- Bible
- Isaiah
- Chapter 65
- Verse 19
“And I will rejoice in Jerusalem, and joy in my people: and the voice of weeping shall be no more heard in her, nor the voice of crying.”
My Notes
What Does Isaiah 65:19 Mean?
God declares that He will personally rejoice in Jerusalem and take joy in His people. The divine emotion is explicit—God experiences joy in His people. But what follows is even more remarkable: "the voice of weeping shall be no more heard in her, nor the voice of crying." The end of weeping. The permanent cessation of tears. Not a temporary break in sorrow but its total, irreversible elimination.
The scope of this promise goes beyond physical comfort. The absence of weeping and crying represents the removal of every source of pain—death, loss, injustice, loneliness, failure, disease. Every human grief that produces tears is addressed by this single promise. When every cause of tears is removed, the tears themselves become impossible.
Revelation 21:4 echoes this promise: "God shall wipe away all tears from their eyes." What Isaiah sees prophetically, Revelation places at the culmination of history. The day when weeping ceases is the day when God's restoration is complete—when every broken thing is mended and every lost thing is restored.
Reflection Questions
- 1.What is the source of your current weeping? Can you imagine a day when that specific grief is completely gone?
- 2.Does it surprise you that God 'rejoices' in His people—that He experiences joy because of you? How does that change how you see yourself?
- 3.How do you hold the promise of 'no more weeping' alongside the reality of current tears? Is that promise comfort or frustration?
- 4.When every source of tears is removed, what remains? What does joy without grief feel like to you—even in imagination?
Devotional
"The voice of weeping shall be no more heard." No more crying. Not reduced crying. Not less crying. No more. The tears stop. The grief ends. The weeping that has been the soundtrack of human history is silenced—not by suppression, but by the removal of everything that causes it.
This verse begins with something easy to miss: "I will rejoice in Jerusalem, and joy in my people." Before the tears stop, God declares His own joy. He rejoices in you. He takes joy in His people. The God of the universe isn't indifferent to you—He's delighted by you. And His delight is the backdrop against which the tears finally cease.

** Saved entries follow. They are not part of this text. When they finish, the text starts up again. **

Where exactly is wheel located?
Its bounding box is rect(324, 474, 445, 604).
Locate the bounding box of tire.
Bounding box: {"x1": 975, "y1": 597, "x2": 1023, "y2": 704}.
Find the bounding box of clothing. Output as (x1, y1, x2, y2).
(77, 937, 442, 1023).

The promise of no more weeping is one of the most audacious in Scripture. It doesn't just address the big griefs—death, disease, disaster. It addresses every grief. The small sorrows. The daily disappointments. The chronic aches that don't qualify as tragedies but never fully heal. All of it. No more.

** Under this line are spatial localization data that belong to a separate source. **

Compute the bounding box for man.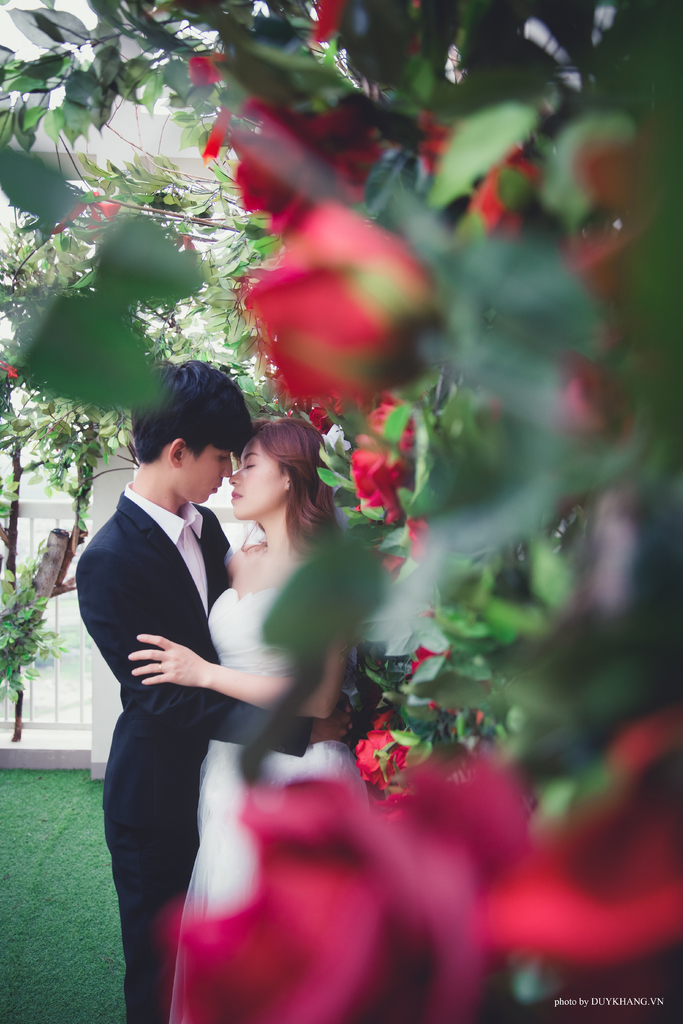
bbox(78, 362, 354, 1023).
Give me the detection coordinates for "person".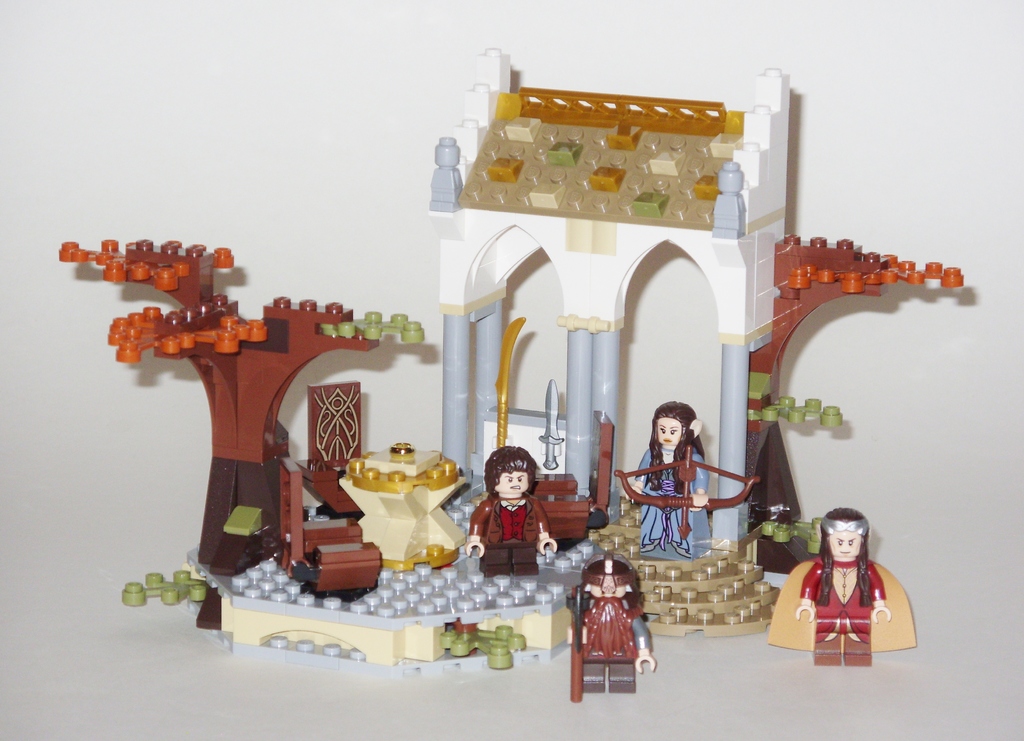
detection(566, 556, 657, 695).
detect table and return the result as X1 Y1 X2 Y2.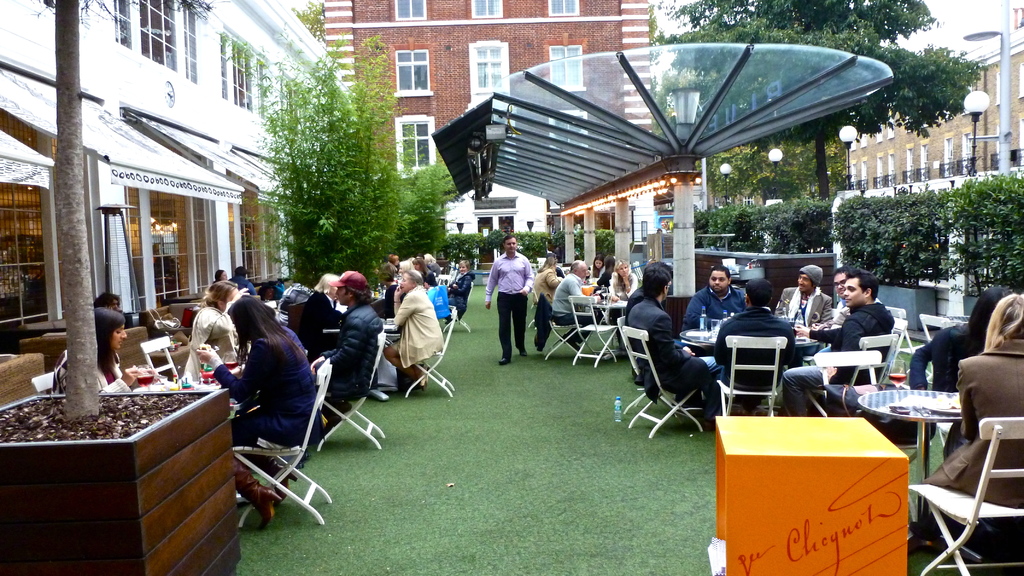
319 321 400 342.
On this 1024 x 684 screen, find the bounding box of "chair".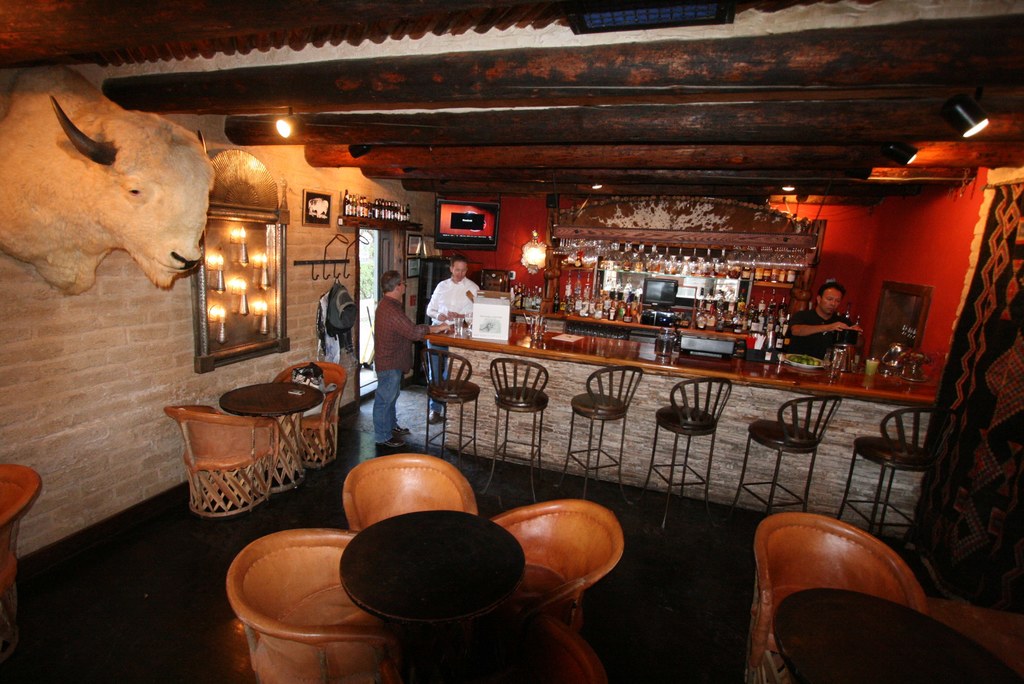
Bounding box: <bbox>338, 452, 474, 532</bbox>.
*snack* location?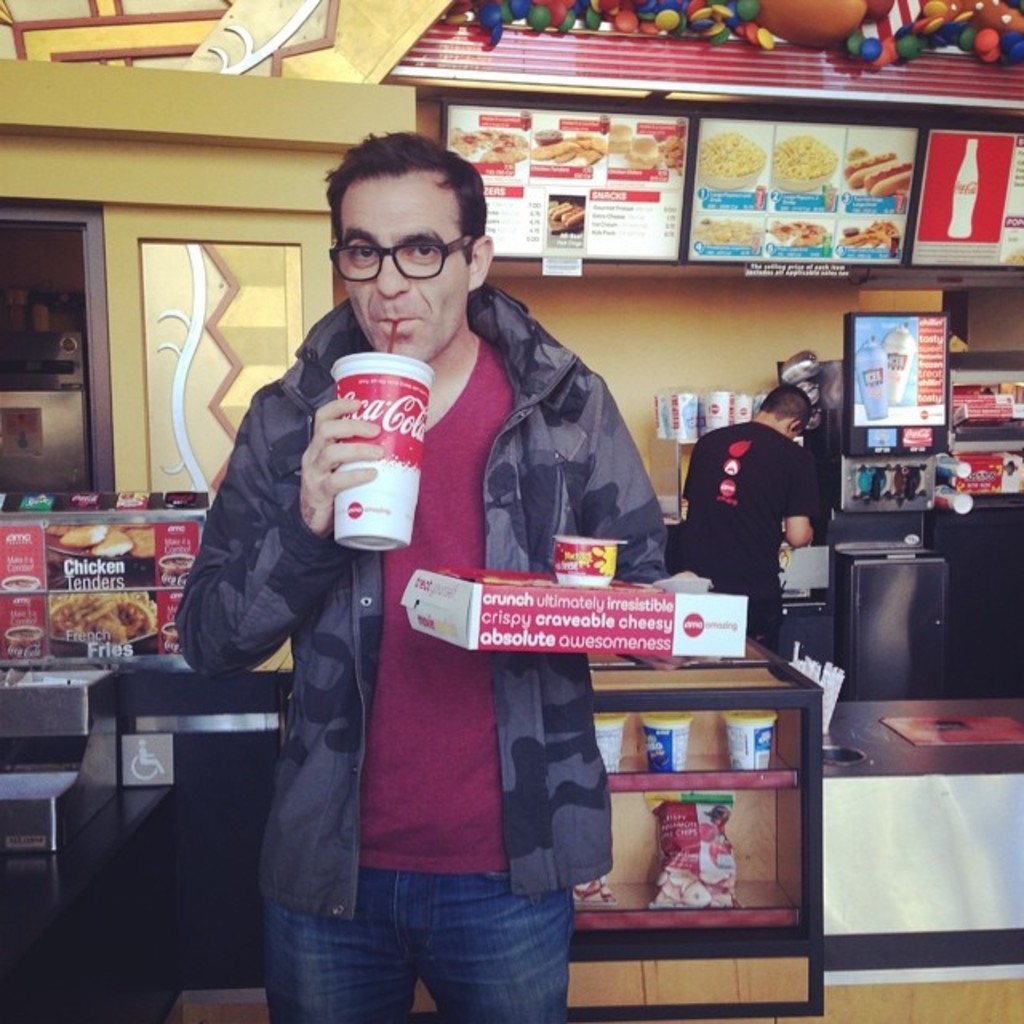
603, 123, 632, 157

If you're weeping right now—if grief is your current condition, not just a past memory—this verse holds your future. The weeping is real. It's legitimate. It's not being dismissed. But it's temporary. There's a day when the voice of your weeping will not be heard anymore. Not because you've learned to suppress it, but because everything that caused it has been removed. Hold on until then.
Commentary
Trusted original commentary from respected historical Bible scholars and theologians.
And I will rejoice in Jerusalem, and joy in my people,.... God himself rejoices in his people, as they are considered in…
And I will rejoice in Jerusalem - (See the notes at Isa 62:5). And the voice of weeping shall no more be heard - (See…
The voice of weeping, etc. - "Because of untimely deaths shall no more be heard in thee; for natural death shall not…
If these promises were in part fulfilled when the Jews, after their return out of captivity, were settled in peace in…
God Himself rejoices in the new city and people; cf. Isa 62:5.
and the voice of weeping &c. Cf. ch. Isa 25:8; Isa 35:10.